One-day class on NLG evaluation
In early Sept I ran a one-day class on evaluation. I summarise what I did in this class and give links to my presentations, in case this is useful to other people.
In early Sept I ran a one-day class on evaluation. I summarise what I did in this class and give links to my presentations, in case this is useful to other people.
Sometimes the latest technology is *not* appropriate for an NLG task. I saw this very strongly in the late 2010s with LSTMs (which do not work well for data-to-text), and continue to see this in 2024 (GPT4 is not always the best approach). Both researchers and developers need to be open-minded about alternative approaches.
I’m now part-way towards retirement, and working fewer hours (for less money) while have more time for trips and other personal activities. A few people have asked about this, so I thought I’d explain in a blog.
AI has many promising applications in healthcare, but adoption of AI in healthcare is very slow. One message from a recent workshop I attended is that it would help if AI researchers had a better understanding of requirements of the health sector, including evaluation, challenges, and business cases.
I list five challenges to evaluating LLMs, which unfortunately seem to be ignored by many researchers. Which means that many published LLM evaluations cannot be trusted. This blog is based on a recent workshop talk.
This is a personal blog about a recent bike trip I did from Perth (Scotland) to Preston (England).
I suspect we may be reaching the point where the most common type of human evaluation in NLG (ratings/rankings by crowdworkers or students) are less meaningful than evaluations using LLMs. But better forms of human evaluation, based on annotation or impact, are still very useful and give insights which we cannot get from LLMs.
My student Barkavi Sundararajan has shown that LLMs do a better job at data-to-text if the input data is well structured. She will present a paper about this at NAACL.
In human evaluation, it is absolutely essential that subjects understand what they are supposed to do; otherwise evaluations will not be meaningful or replicable. This may sound obvious, but it was repeatedly raised as a concern in the replication shared task in the 2024 Human Evaluation workshop.
People working in AI in Medicine (and indeed AI more generally) should be aware of the long history of previous work in this area. Our technology is much better in 2024, but real-world success is still challenging, as has been the case for the past 70 years (the first claims that models could be better than doctors were made in 1954).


▶ [Exercise] Omit every image, and transcribe the remaining entries exactly as given.

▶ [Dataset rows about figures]
↓
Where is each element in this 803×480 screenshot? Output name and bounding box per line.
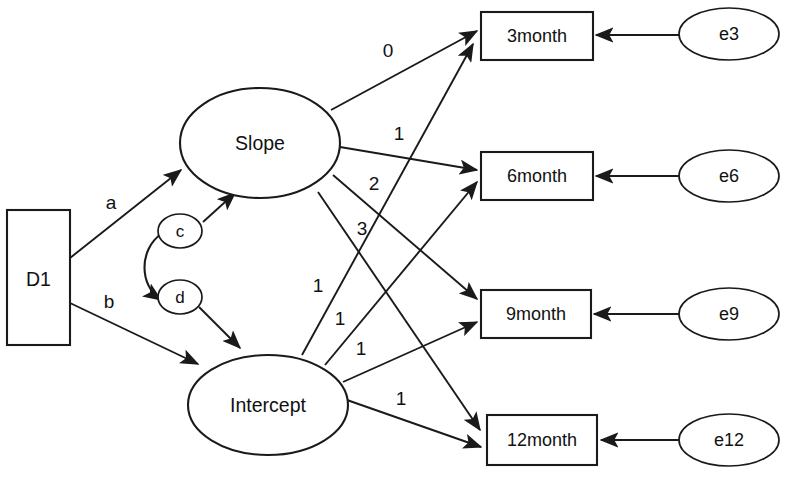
node-mediator-d-label: d [175, 288, 184, 307]
node-indicator-9month-label: 9month [506, 304, 566, 324]
edge-label-d1-to-intercept: b [104, 291, 115, 312]
node-error-e3-label: e3 [719, 24, 739, 44]
edge-slope-to-9month [333, 175, 477, 299]
node-error-e6-label: e6 [719, 166, 739, 186]
edge-slope-to-3month [331, 31, 477, 110]
edge-c-d-covariance [145, 234, 162, 300]
edge-label-slope-to-12month: 3 [357, 218, 368, 239]
node-error-e9-label: e9 [719, 304, 739, 324]
edge-slope-to-6month [340, 147, 477, 170]
node-latent-slope-label: Slope [235, 132, 285, 154]
node-indicator-12month-label: 12month [507, 430, 577, 450]
edge-label-intercept-to-6month: 1 [335, 308, 346, 329]
node-indicator-6month-label: 6month [507, 166, 567, 186]
edge-d1-to-slope [70, 170, 181, 258]
edge-label-slope-to-9month: 2 [369, 173, 380, 194]
node-latent-intercept-label: Intercept [230, 394, 306, 416]
edge-intercept-to-12month [347, 400, 481, 447]
node-disturbance-d1-label: D1 [26, 268, 51, 290]
node-mediator-c-label: c [176, 222, 185, 241]
edge-label-slope-to-3month: 0 [383, 40, 394, 61]
edge-intercept-to-3month [302, 44, 473, 355]
node-indicator-3month-label: 3month [507, 26, 567, 46]
node-error-e12-label: e12 [714, 430, 744, 450]
edge-c-to-slope [203, 193, 235, 222]
edge-label-d1-to-slope: a [106, 192, 117, 213]
edge-label-slope-to-6month: 1 [394, 123, 405, 144]
edge-label-intercept-to-3month: 1 [313, 275, 324, 296]
sem-path-diagram: D1 Slope Intercept c d 3month 6month 9mo… [0, 0, 803, 480]
edge-d-to-intercept [199, 307, 240, 348]
edge-label-intercept-to-12month: 1 [396, 388, 407, 409]
diagram-canvas: D1 Slope Intercept c d 3month 6month 9mo… [0, 0, 803, 480]
edge-label-intercept-to-9month: 1 [356, 338, 367, 359]
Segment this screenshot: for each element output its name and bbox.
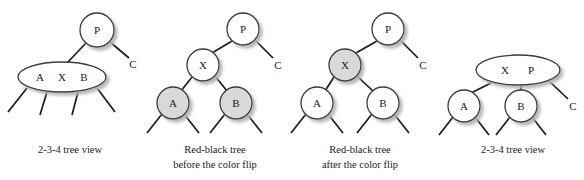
- child-stub-b-right: [394, 114, 409, 133]
- node-p3-P[interactable]: P: [372, 13, 404, 45]
- panel-4-group: X P A B C 2-3-4 tree view: [439, 55, 577, 155]
- node-p1-AXB[interactable]: A X B: [18, 62, 106, 92]
- external-label-C: C: [419, 59, 426, 71]
- external-label-C: C: [274, 59, 281, 71]
- node-label-A: A: [36, 71, 44, 83]
- edge-xp-to-a: [471, 83, 491, 93]
- child-stub-1: [8, 88, 27, 112]
- node-p2-P[interactable]: P: [227, 13, 259, 45]
- node-p4-XP[interactable]: X P: [476, 55, 560, 85]
- edge-p-to-x: [212, 41, 232, 53]
- node-label-B: B: [232, 97, 239, 109]
- edge-x-to-b: [357, 76, 373, 91]
- node-label-B: B: [379, 97, 386, 109]
- node-label-A: A: [313, 97, 321, 109]
- edge-x-to-a: [181, 77, 192, 91]
- panel-3-group: P X A B C Red-black tree after the color…: [291, 13, 427, 170]
- child-stub-4: [97, 88, 115, 112]
- child-stub-a-right: [184, 114, 199, 133]
- edge-x-to-a: [325, 77, 334, 91]
- panel-3-caption-line2: after the color flip: [322, 159, 398, 170]
- edge-p-to-c: [400, 40, 418, 58]
- node-p4-B[interactable]: B: [505, 90, 537, 122]
- node-p3-A[interactable]: A: [301, 87, 333, 119]
- child-stub-b-right: [532, 117, 546, 135]
- panel-4-caption-line1: 2-3-4 tree view: [481, 144, 546, 155]
- panel-2-caption-line2: before the color flip: [173, 159, 257, 170]
- node-label-X: X: [199, 59, 207, 71]
- edge-p-to-c: [255, 40, 273, 58]
- node-label-P: P: [385, 23, 391, 35]
- panel-2-caption-line1: Red-black tree: [184, 144, 246, 155]
- panel-3-caption-line1: Red-black tree: [329, 144, 391, 155]
- child-stub-a-right: [475, 117, 489, 135]
- edge-p-to-c: [110, 42, 129, 58]
- red-black-tree-figure: P A X B C 2-3-4 tree view: [0, 0, 584, 180]
- edge-x-to-b: [215, 76, 227, 91]
- child-stub-a-left: [439, 117, 453, 135]
- child-stub-a-left: [147, 114, 162, 133]
- child-stub-b-left: [496, 117, 510, 135]
- node-label-A: A: [460, 100, 468, 112]
- node-p3-X[interactable]: X: [329, 49, 361, 81]
- child-stub-b-right: [247, 114, 262, 133]
- edge-p-to-x: [356, 41, 377, 53]
- node-label-B: B: [80, 71, 87, 83]
- child-stub-2: [40, 92, 47, 115]
- node-p4-A[interactable]: A: [448, 90, 480, 122]
- node-label-P: P: [240, 23, 246, 35]
- node-label-P: P: [528, 64, 534, 76]
- node-label-X: X: [341, 59, 349, 71]
- external-label-C: C: [569, 100, 576, 112]
- child-stub-b-left: [357, 114, 372, 133]
- panel-1-caption-line1: 2-3-4 tree view: [38, 144, 103, 155]
- child-stub-b-left: [210, 114, 225, 133]
- node-p1-P[interactable]: P: [80, 13, 114, 47]
- node-p3-B[interactable]: B: [367, 87, 399, 119]
- external-label-C: C: [129, 58, 136, 70]
- node-ellipse: [476, 55, 560, 85]
- panel-1-group: P A X B C 2-3-4 tree view: [8, 13, 137, 155]
- child-stub-a-right: [328, 114, 343, 133]
- node-label-P: P: [94, 24, 100, 36]
- node-label-A: A: [169, 97, 177, 109]
- node-label-X: X: [58, 71, 66, 83]
- diagram-canvas: P A X B C 2-3-4 tree view: [0, 0, 584, 180]
- node-p2-B[interactable]: B: [220, 87, 252, 119]
- panel-2-group: P X A B C Red-black tree before the colo…: [147, 13, 282, 170]
- node-p2-X[interactable]: X: [187, 49, 219, 81]
- edge-p-to-axb: [67, 43, 86, 63]
- edge-xp-to-c: [549, 81, 568, 99]
- node-label-X: X: [501, 64, 509, 76]
- node-label-B: B: [517, 100, 524, 112]
- child-stub-a-left: [291, 114, 306, 133]
- node-p2-A[interactable]: A: [157, 87, 189, 119]
- child-stub-3: [72, 92, 78, 115]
↑
▶ [Result of the exercise]
Where is each element in this 803×480 screenshot? Output name and bounding box per line.
node-mediator-d-label: d [175, 288, 184, 307]
node-indicator-9month-label: 9month [506, 304, 566, 324]
edge-label-d1-to-intercept: b [104, 291, 115, 312]
node-error-e3-label: e3 [719, 24, 739, 44]
edge-slope-to-9month [333, 175, 477, 299]
node-error-e6-label: e6 [719, 166, 739, 186]
edge-slope-to-3month [331, 31, 477, 110]
edge-c-d-covariance [145, 234, 162, 300]
edge-label-slope-to-12month: 3 [357, 218, 368, 239]
node-error-e9-label: e9 [719, 304, 739, 324]
edge-slope-to-6month [340, 147, 477, 170]
node-latent-slope-label: Slope [235, 132, 285, 154]
node-indicator-12month-label: 12month [507, 430, 577, 450]
edge-label-intercept-to-6month: 1 [335, 308, 346, 329]
node-indicator-6month-label: 6month [507, 166, 567, 186]
edge-d1-to-slope [70, 170, 181, 258]
edge-label-slope-to-9month: 2 [369, 173, 380, 194]
node-latent-intercept-label: Intercept [230, 394, 306, 416]
edge-intercept-to-12month [347, 400, 481, 447]
node-disturbance-d1-label: D1 [26, 268, 51, 290]
node-mediator-c-label: c [176, 222, 185, 241]
edge-label-slope-to-3month: 0 [383, 40, 394, 61]
edge-intercept-to-3month [302, 44, 473, 355]
node-indicator-3month-label: 3month [507, 26, 567, 46]
node-error-e12-label: e12 [714, 430, 744, 450]
edge-c-to-slope [203, 193, 235, 222]
edge-label-d1-to-slope: a [106, 192, 117, 213]
edge-label-slope-to-6month: 1 [394, 123, 405, 144]
edge-label-intercept-to-3month: 1 [313, 275, 324, 296]
sem-path-diagram: D1 Slope Intercept c d 3month 6month 9mo… [0, 0, 803, 480]
edge-d-to-intercept [199, 307, 240, 348]
edge-label-intercept-to-12month: 1 [396, 388, 407, 409]
diagram-canvas: D1 Slope Intercept c d 3month 6month 9mo… [0, 0, 803, 480]
edge-label-intercept-to-9month: 1 [356, 338, 367, 359]
Segment this screenshot: for each element output its name and bbox.
- child-stub-b-right: [394, 114, 409, 133]
- node-p3-P[interactable]: P: [372, 13, 404, 45]
- panel-4-group: X P A B C 2-3-4 tree view: [439, 55, 577, 155]
- node-p1-AXB[interactable]: A X B: [18, 62, 106, 92]
- external-label-C: C: [419, 59, 426, 71]
- external-label-C: C: [274, 59, 281, 71]
- node-label-A: A: [36, 71, 44, 83]
- edge-xp-to-a: [471, 83, 491, 93]
- child-stub-1: [8, 88, 27, 112]
- node-p2-P[interactable]: P: [227, 13, 259, 45]
- node-p4-XP[interactable]: X P: [476, 55, 560, 85]
- edge-p-to-x: [212, 41, 232, 53]
- node-label-B: B: [232, 97, 239, 109]
- edge-x-to-b: [357, 76, 373, 91]
- node-label-B: B: [379, 97, 386, 109]
- node-label-A: A: [313, 97, 321, 109]
- edge-x-to-a: [181, 77, 192, 91]
- panel-3-group: P X A B C Red-black tree after the color…: [291, 13, 427, 170]
- child-stub-4: [97, 88, 115, 112]
- child-stub-a-right: [184, 114, 199, 133]
- edge-x-to-a: [325, 77, 334, 91]
- panel-3-caption-line2: after the color flip: [322, 159, 398, 170]
- edge-p-to-c: [400, 40, 418, 58]
- node-p4-B[interactable]: B: [505, 90, 537, 122]
- node-p3-A[interactable]: A: [301, 87, 333, 119]
- child-stub-b-right: [532, 117, 546, 135]
- panel-4-caption-line1: 2-3-4 tree view: [481, 144, 546, 155]
- panel-2-caption-line2: before the color flip: [173, 159, 257, 170]
- node-label-X: X: [199, 59, 207, 71]
- edge-p-to-c: [255, 40, 273, 58]
- node-label-P: P: [385, 23, 391, 35]
- panel-2-caption-line1: Red-black tree: [184, 144, 246, 155]
- panel-3-caption-line1: Red-black tree: [329, 144, 391, 155]
- child-stub-a-right: [475, 117, 489, 135]
- edge-p-to-c: [110, 42, 129, 58]
- red-black-tree-figure: P A X B C 2-3-4 tree view: [0, 0, 584, 180]
- edge-x-to-b: [215, 76, 227, 91]
- child-stub-a-left: [439, 117, 453, 135]
- child-stub-a-left: [147, 114, 162, 133]
- child-stub-b-left: [496, 117, 510, 135]
- node-label-A: A: [460, 100, 468, 112]
- node-p3-X[interactable]: X: [329, 49, 361, 81]
- child-stub-b-right: [247, 114, 262, 133]
- edge-p-to-x: [356, 41, 377, 53]
- node-label-B: B: [80, 71, 87, 83]
- child-stub-2: [40, 92, 47, 115]
- node-p4-A[interactable]: A: [448, 90, 480, 122]
- node-label-P: P: [240, 23, 246, 35]
- node-label-P: P: [528, 64, 534, 76]
- node-label-X: X: [341, 59, 349, 71]
- external-label-C: C: [569, 100, 576, 112]
- child-stub-b-left: [357, 114, 372, 133]
- panel-1-caption-line1: 2-3-4 tree view: [38, 144, 103, 155]
- child-stub-b-left: [210, 114, 225, 133]
- node-p1-P[interactable]: P: [80, 13, 114, 47]
- node-p3-B[interactable]: B: [367, 87, 399, 119]
- external-label-C: C: [129, 58, 136, 70]
- node-ellipse: [476, 55, 560, 85]
- panel-1-group: P A X B C 2-3-4 tree view: [8, 13, 137, 155]
- child-stub-a-right: [328, 114, 343, 133]
- node-label-P: P: [94, 24, 100, 36]
- node-label-A: A: [169, 97, 177, 109]
- node-label-X: X: [58, 71, 66, 83]
- diagram-canvas: P A X B C 2-3-4 tree view: [0, 0, 584, 180]
- node-p2-B[interactable]: B: [220, 87, 252, 119]
- panel-2-group: P X A B C Red-black tree before the colo…: [147, 13, 282, 170]
- node-p2-X[interactable]: X: [187, 49, 219, 81]
- edge-p-to-axb: [67, 43, 86, 63]
- edge-xp-to-c: [549, 81, 568, 99]
- node-label-X: X: [501, 64, 509, 76]
- node-label-B: B: [517, 100, 524, 112]
- child-stub-a-left: [291, 114, 306, 133]
- node-p2-A[interactable]: A: [157, 87, 189, 119]
- child-stub-3: [72, 92, 78, 115]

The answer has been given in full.